Far below the surface of our oceans lie entire mountain ranges covered with ancient corals and unusual creatures. Though we once thought the deep sea to be barren, scientists and the fishing industry now understand that the deep sea is teeming with life, including many species that are found nowhere else. Scientists estimate that as many as 10 million species inhabit the deep sea, biodiversity comparable to the world’s richest tropical rainforests.
Recent advances in bottom trawl technology make it possible to fish the deep sea's mountain peaks, canyons and seabed. Stronger engines, bigger nets, and advanced navigational tools and fish-finding electronics allow fishing vessels to drag nets across the ocean’s floor as much as 1.2 miles (two kilometers) deep. As a result, well-capitalized fleets from a handful of wealthy nations roam the high seas of the world’s oceans, destroying some of the planet's last and most ecologically-rich frontiers in search of just a few fish and crustacean species.
Fragile deep-sea habitats, which have taken centuries to grow, are destroyed in hours by the sweep of bottom trawlers. Catch that is commercially valuable ends up in fish markets, restaurants and school lunches, while everything else is thrown overboard or discarded. Most of the species that are caught reproduce slowly—like 8,000 year old corals—so fishing them is little different from mining. It will take hundreds of years, if not longer, for deep-sea ecosystems to recover from this highly destructive fishing.
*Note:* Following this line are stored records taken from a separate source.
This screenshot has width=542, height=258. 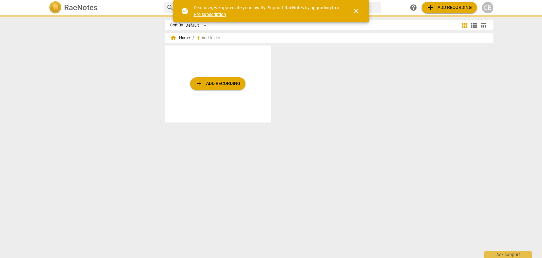 I want to click on a: Pro subscription, so click(x=210, y=14).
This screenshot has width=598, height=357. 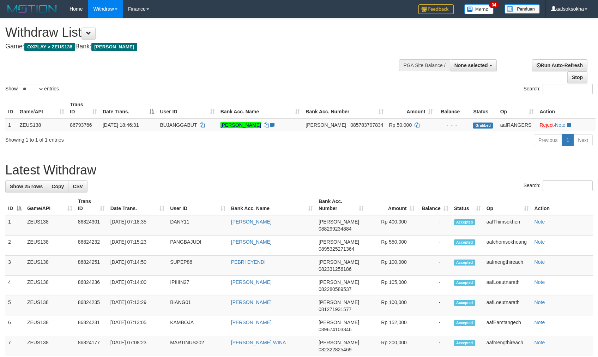 I want to click on img: Button%20Memo.svg, so click(x=479, y=9).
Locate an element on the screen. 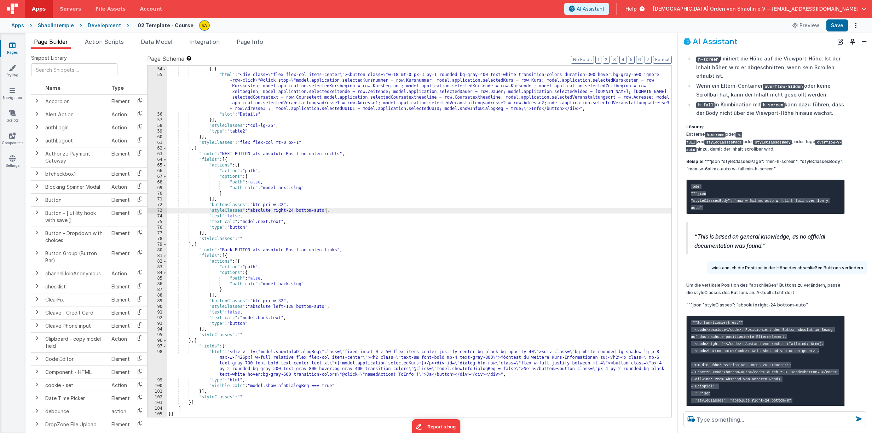  td: channelJoinAnonymous is located at coordinates (75, 274).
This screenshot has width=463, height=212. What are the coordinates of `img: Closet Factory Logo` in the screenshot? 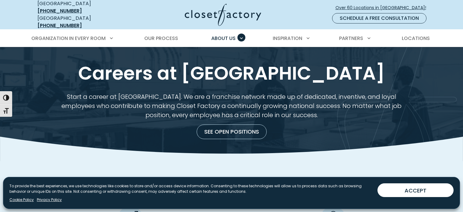 It's located at (223, 15).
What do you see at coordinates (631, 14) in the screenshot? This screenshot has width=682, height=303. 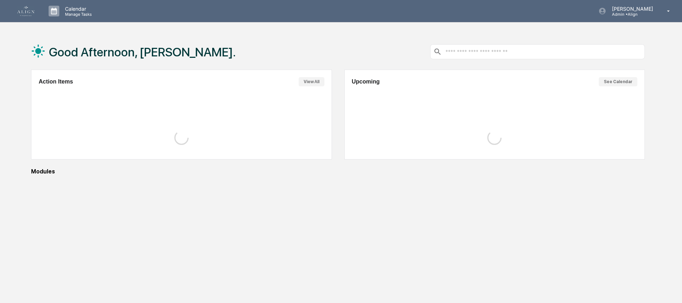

The United Nations General Assembly has called on all fishing nations to prohibit high seas bottom trawling that puts deep sea habitats and fish stocks at risk. The deep sea of the North Atlantic has the most heavily bottom trawled high seas area in the world and is exploited mainly by the fishing fleets of the European Union (EU). The Pew Charitable Trusts, a member of the global Deep Sea Conservation Coalition, is calling on the EU and other nations fishing the North Atlantic to abide by UN resolutions to which they have unanimously agreed, or stop deep sea bottom fishing altogether.